WASHINGTON (Reuters) - President Barack Obama scored a major victory on Friday when the U.S. House of Representatives passed legislation to slash industrial pollution that is blamed for global warming.
The House passed the climate change bill, a top priority for Obama, by a vote of 219-212. As has become routine on major bills in Congress this year, the vote was a partisan one, with only eight Republicans joining Democrats for the bill.
The Senate is expected to try to write its own version of a climate change bill, but prospects for this year were uncertain.
The House-passed bill requires that large U.S. companies, including utilities, oil refiners, manufacturers and others, reduce emissions of carbon dioxide and other gases associated with global warming by 17 percent by 2020 and 83 percent by 2050, from 2005 levels.
They would do so by phasing in the use of cleaner alternative energy than high-polluting oil and coal.
"The scientists are telling us there's an overwhelming consensus ... global warming is real and it's moving very rapidly," said House Energy and Commerce Committee Chairman Henry Waxman, the chief sponsor of the legislation.
In urging passage, Waxman also said the legislation would create jobs and help move the United States from its reliance on foreign oil.
But Republicans said the bill was a behemoth that would neither effectively help the environment nor improve an economy reeling from a deep recession.
'BIGGEST JOB-KILLING BILL'
House Republican leader John Boehner called the measure "the biggest job-killing bill that has ever been on the floor of the House of Representatives."
Representative Joe Barton, the senior Republican on the energy panel, said the measure would set unrealistic targets for cutting carbon pollution. "You would have to reduce emissions in the United States to the level that we had in 1910," Barton said.
At the core of the bill, which is around 1,500 pages long, is a "cap and trade" program designed to achieve the emissions reductions by industry.
Under the plan, the government would issue a declining number of pollution permits to companies, which could sell those permits to each other as needed.
"The federal government will be joining California in the effort to combat global warming and the framework for doing it is one that is very similar to the one that California has adopted," said that state's top climate official, Air Resources Board Chair Mary Nichols.
California is recognized as having the most aggressive plan to fight global warming in the United States.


— Activity —
The answer should be every line below, retyped exactly.

=== Source material ===

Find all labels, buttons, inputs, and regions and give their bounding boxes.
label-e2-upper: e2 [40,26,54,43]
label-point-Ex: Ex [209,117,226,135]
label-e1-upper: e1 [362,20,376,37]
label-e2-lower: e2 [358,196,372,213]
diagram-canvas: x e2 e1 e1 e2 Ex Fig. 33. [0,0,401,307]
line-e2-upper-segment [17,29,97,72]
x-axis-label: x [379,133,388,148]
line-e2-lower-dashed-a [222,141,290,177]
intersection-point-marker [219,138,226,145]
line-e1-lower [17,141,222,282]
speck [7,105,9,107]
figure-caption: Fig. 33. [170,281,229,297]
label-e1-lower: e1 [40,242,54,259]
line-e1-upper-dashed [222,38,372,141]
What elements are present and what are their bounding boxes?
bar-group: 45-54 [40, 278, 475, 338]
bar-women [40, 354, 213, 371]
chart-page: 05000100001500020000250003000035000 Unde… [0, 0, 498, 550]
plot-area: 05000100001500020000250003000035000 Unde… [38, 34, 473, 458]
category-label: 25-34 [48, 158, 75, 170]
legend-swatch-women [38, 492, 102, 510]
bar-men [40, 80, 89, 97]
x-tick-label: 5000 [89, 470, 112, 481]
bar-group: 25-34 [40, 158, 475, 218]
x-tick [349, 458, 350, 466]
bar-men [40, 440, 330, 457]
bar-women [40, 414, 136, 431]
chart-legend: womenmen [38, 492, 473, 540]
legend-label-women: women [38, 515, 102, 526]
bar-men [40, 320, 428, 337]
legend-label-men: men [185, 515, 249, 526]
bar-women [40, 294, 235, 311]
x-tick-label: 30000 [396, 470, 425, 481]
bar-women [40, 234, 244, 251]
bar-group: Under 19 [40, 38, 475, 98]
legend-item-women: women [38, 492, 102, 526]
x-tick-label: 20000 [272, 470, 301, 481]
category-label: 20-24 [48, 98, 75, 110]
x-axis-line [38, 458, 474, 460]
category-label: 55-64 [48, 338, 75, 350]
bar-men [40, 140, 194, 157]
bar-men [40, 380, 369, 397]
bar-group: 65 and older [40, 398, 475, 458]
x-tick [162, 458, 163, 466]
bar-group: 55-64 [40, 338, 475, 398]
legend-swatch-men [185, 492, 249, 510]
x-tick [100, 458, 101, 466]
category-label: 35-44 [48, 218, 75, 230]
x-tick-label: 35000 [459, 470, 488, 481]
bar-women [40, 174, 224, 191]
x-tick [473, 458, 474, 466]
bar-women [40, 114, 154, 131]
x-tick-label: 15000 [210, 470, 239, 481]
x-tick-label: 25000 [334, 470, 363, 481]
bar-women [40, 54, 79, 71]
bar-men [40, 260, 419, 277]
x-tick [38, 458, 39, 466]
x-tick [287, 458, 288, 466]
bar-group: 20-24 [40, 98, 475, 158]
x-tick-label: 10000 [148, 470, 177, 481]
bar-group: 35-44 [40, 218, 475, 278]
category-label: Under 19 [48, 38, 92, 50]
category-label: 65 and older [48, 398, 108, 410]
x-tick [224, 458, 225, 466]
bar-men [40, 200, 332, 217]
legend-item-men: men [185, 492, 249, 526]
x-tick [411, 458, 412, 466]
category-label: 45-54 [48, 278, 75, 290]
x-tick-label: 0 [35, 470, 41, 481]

===

— Written solution —
Find all labels, buttons, inputs, and regions and give their bounding boxes.
label-e2-upper: e2 [40,26,54,43]
label-point-Ex: Ex [209,117,226,135]
label-e1-upper: e1 [362,20,376,37]
label-e2-lower: e2 [358,196,372,213]
diagram-canvas: x e2 e1 e1 e2 Ex Fig. 33. [0,0,401,307]
line-e2-upper-segment [17,29,97,72]
x-axis-label: x [379,133,388,148]
line-e2-lower-dashed-a [222,141,290,177]
intersection-point-marker [219,138,226,145]
line-e1-lower [17,141,222,282]
speck [7,105,9,107]
figure-caption: Fig. 33. [170,281,229,297]
label-e1-lower: e1 [40,242,54,259]
line-e1-upper-dashed [222,38,372,141]
What elements are present and what are their bounding boxes?
bar-group: 45-54 [40, 278, 475, 338]
bar-women [40, 354, 213, 371]
chart-page: 05000100001500020000250003000035000 Unde… [0, 0, 498, 550]
plot-area: 05000100001500020000250003000035000 Unde… [38, 34, 473, 458]
category-label: 25-34 [48, 158, 75, 170]
legend-swatch-women [38, 492, 102, 510]
bar-men [40, 80, 89, 97]
x-tick-label: 5000 [89, 470, 112, 481]
bar-group: 25-34 [40, 158, 475, 218]
x-tick [349, 458, 350, 466]
bar-men [40, 440, 330, 457]
bar-women [40, 414, 136, 431]
chart-legend: womenmen [38, 492, 473, 540]
legend-label-women: women [38, 515, 102, 526]
bar-men [40, 320, 428, 337]
legend-label-men: men [185, 515, 249, 526]
bar-women [40, 294, 235, 311]
x-tick-label: 30000 [396, 470, 425, 481]
bar-women [40, 234, 244, 251]
bar-group: Under 19 [40, 38, 475, 98]
legend-item-women: women [38, 492, 102, 526]
x-tick-label: 20000 [272, 470, 301, 481]
category-label: 20-24 [48, 98, 75, 110]
x-axis-line [38, 458, 474, 460]
category-label: 55-64 [48, 338, 75, 350]
bar-men [40, 140, 194, 157]
bar-men [40, 380, 369, 397]
bar-group: 65 and older [40, 398, 475, 458]
x-tick [162, 458, 163, 466]
bar-group: 55-64 [40, 338, 475, 398]
legend-swatch-men [185, 492, 249, 510]
x-tick [100, 458, 101, 466]
category-label: 35-44 [48, 218, 75, 230]
x-tick-label: 35000 [459, 470, 488, 481]
bar-women [40, 174, 224, 191]
x-tick [473, 458, 474, 466]
bar-women [40, 114, 154, 131]
x-tick-label: 15000 [210, 470, 239, 481]
x-tick-label: 25000 [334, 470, 363, 481]
bar-women [40, 54, 79, 71]
bar-men [40, 260, 419, 277]
x-tick [38, 458, 39, 466]
x-tick [287, 458, 288, 466]
bar-group: 20-24 [40, 98, 475, 158]
x-tick-label: 10000 [148, 470, 177, 481]
bar-group: 35-44 [40, 218, 475, 278]
category-label: Under 19 [48, 38, 92, 50]
category-label: 65 and older [48, 398, 108, 410]
x-tick [224, 458, 225, 466]
bar-men [40, 200, 332, 217]
legend-item-men: men [185, 492, 249, 526]
x-tick [411, 458, 412, 466]
category-label: 45-54 [48, 278, 75, 290]
x-tick-label: 0 [35, 470, 41, 481]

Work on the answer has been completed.